The story, about a young man who makes a deal with the devil in order to win the woman he loves, is adapted from an old German folktale that inspired the 1821 Carl Maria von Weber opera Der Freischütz, which tacked a happy ending onto it. “Wilson remained true to the simple story of it and he told it in a very German way, drawing on German Expressionism from film and painting,” says Jenkins of The Black Rider’s premiere at the Thalia Theatre in Hamburg.

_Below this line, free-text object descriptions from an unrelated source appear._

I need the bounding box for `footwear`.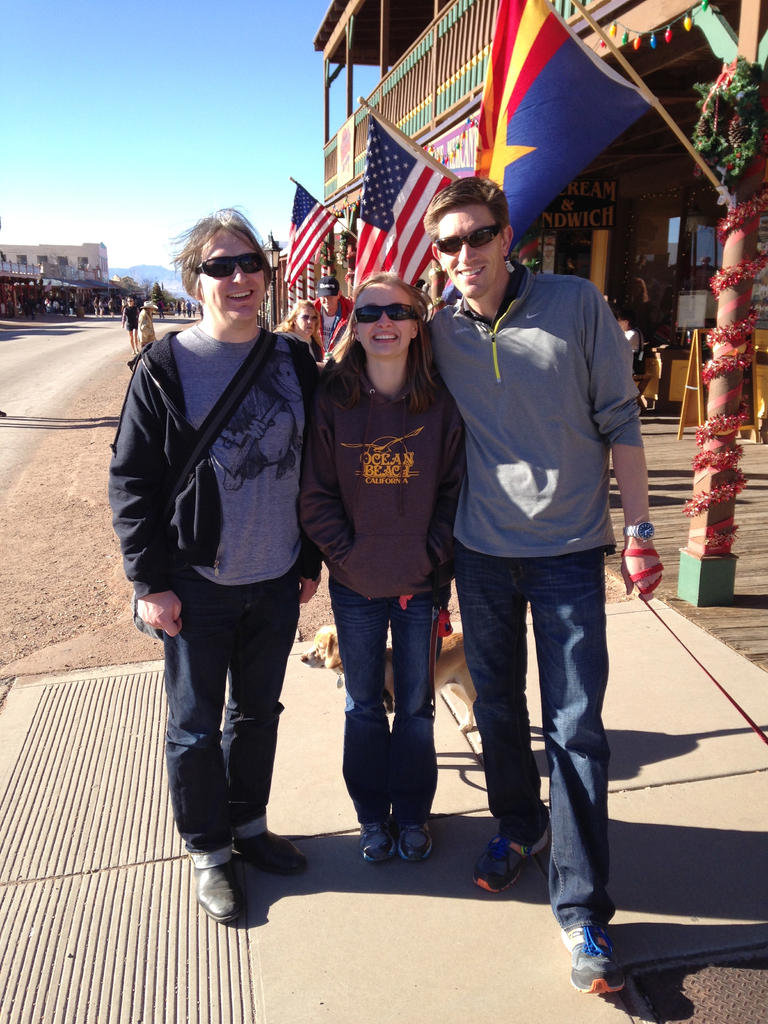
Here it is: select_region(472, 827, 552, 895).
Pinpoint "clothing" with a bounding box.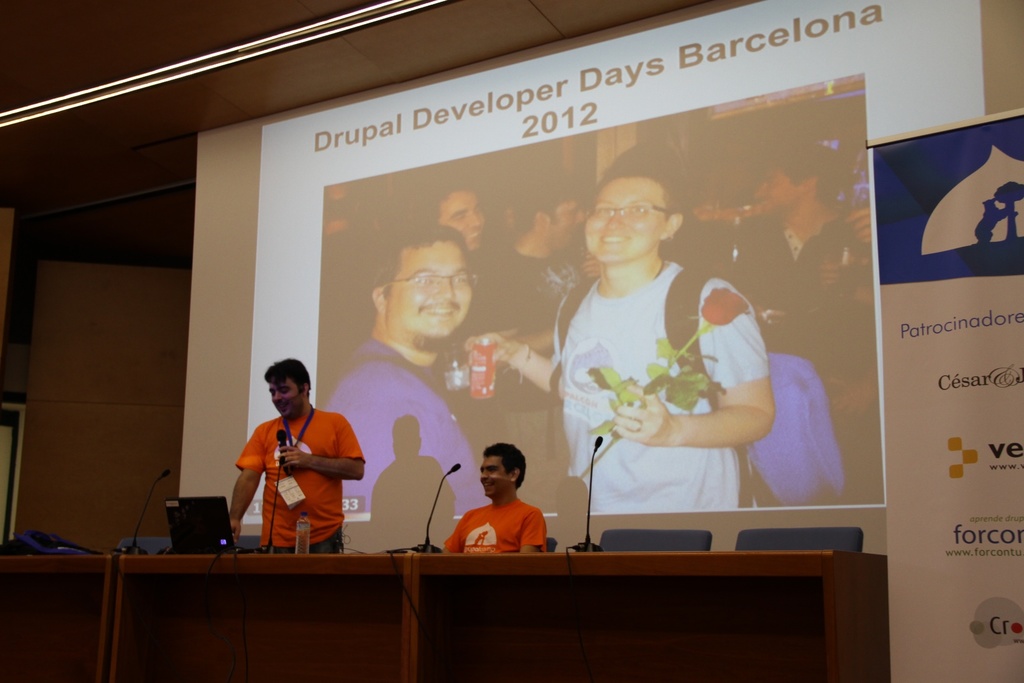
Rect(739, 220, 880, 343).
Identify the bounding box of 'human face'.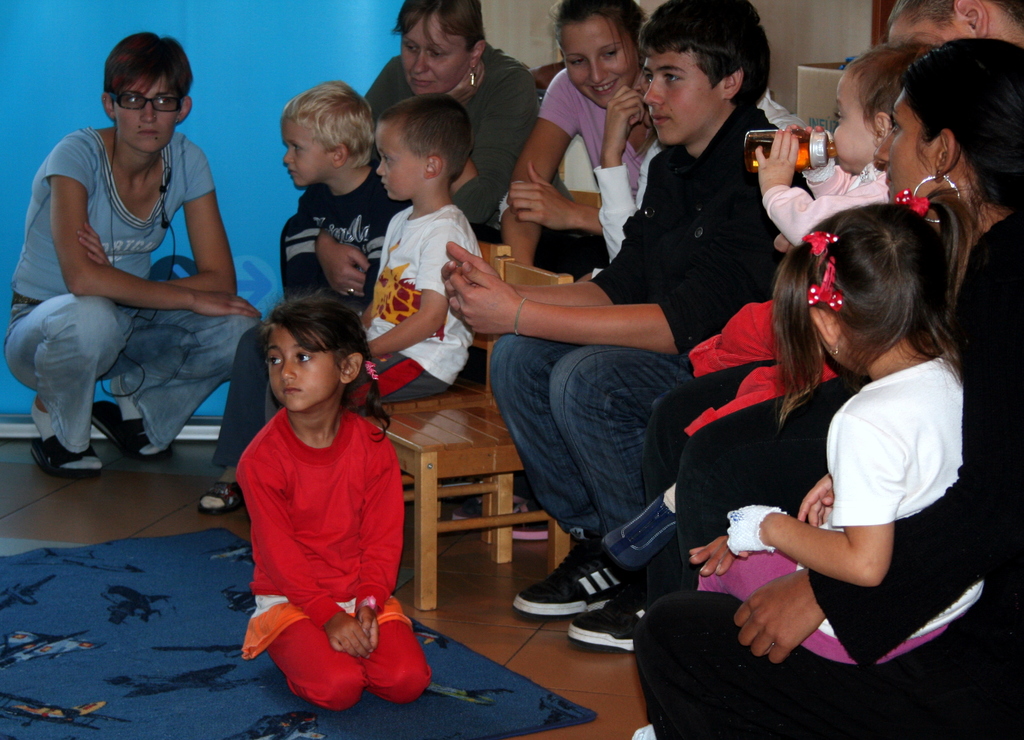
x1=270 y1=328 x2=342 y2=413.
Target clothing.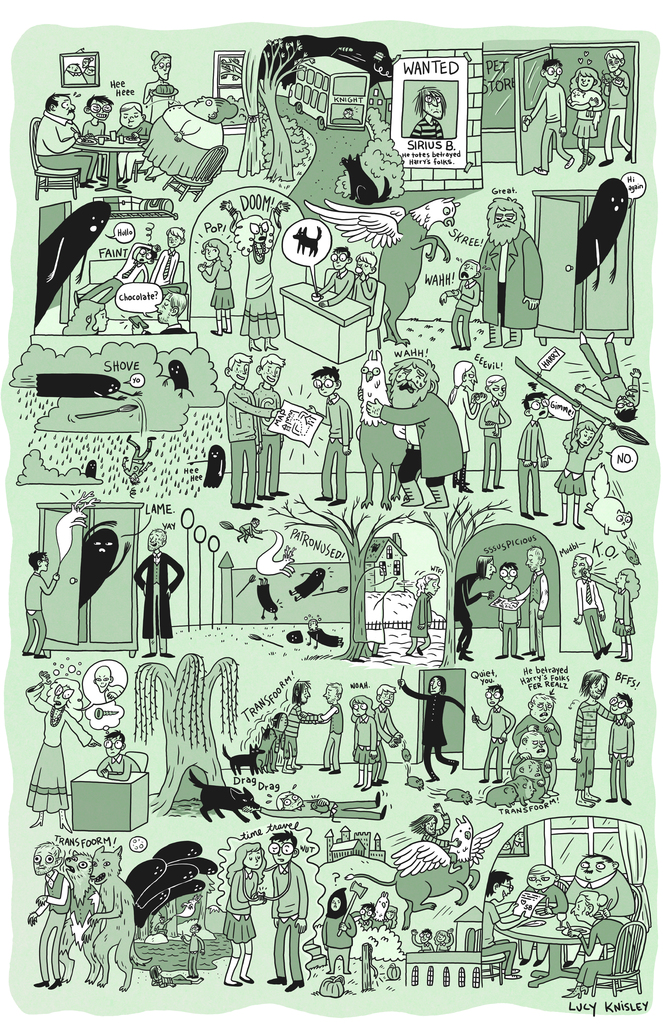
Target region: (215,874,264,967).
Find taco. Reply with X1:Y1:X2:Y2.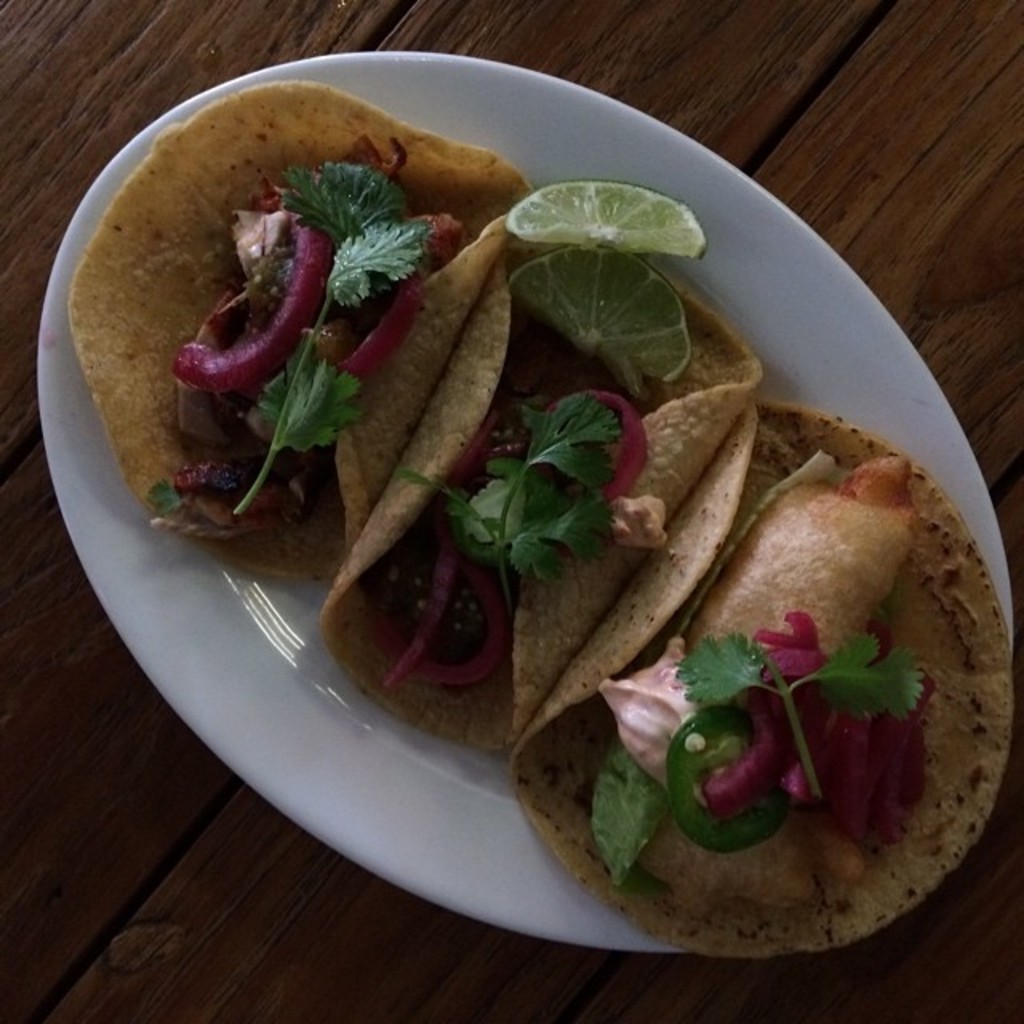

Working under the constraints of radically different resources, Jenkins replaced the full orchestra with three multi-instrumentalists and kept the cast at six. “We tried to keep the original intent of the Thalia production,” says Jenkins. “But we’re doing our own chamber version.”

The plucky production has been so successful that the company has yet to mount another show, despite having a couple of other projects “in the hopper,” as Jenkins puts it. “We’ve been ready to put it to bed for some time now, but then someone new sees it and says, ‘Hey, why don’t you bring it here?’” The show has brought in music fans who have burned out the grooves in Waits’ 1993 record of the same name as well as Burroughs acolytes. Jenkins says he’s humbled by how well the experimental piece has been received, even in more mainstream theatre spaces across the country. 

Still, this may well be this version’s last ride. On November Theatre’s website, they’ve posted information about their run at Tarragon this fall, adding, “You have six weeks to catch this production before it disappears into hell for all eternity.”

On the phone, however, Jenkins is less strident about the show’s future. “Well, you know,” he says laughing, “never say never.”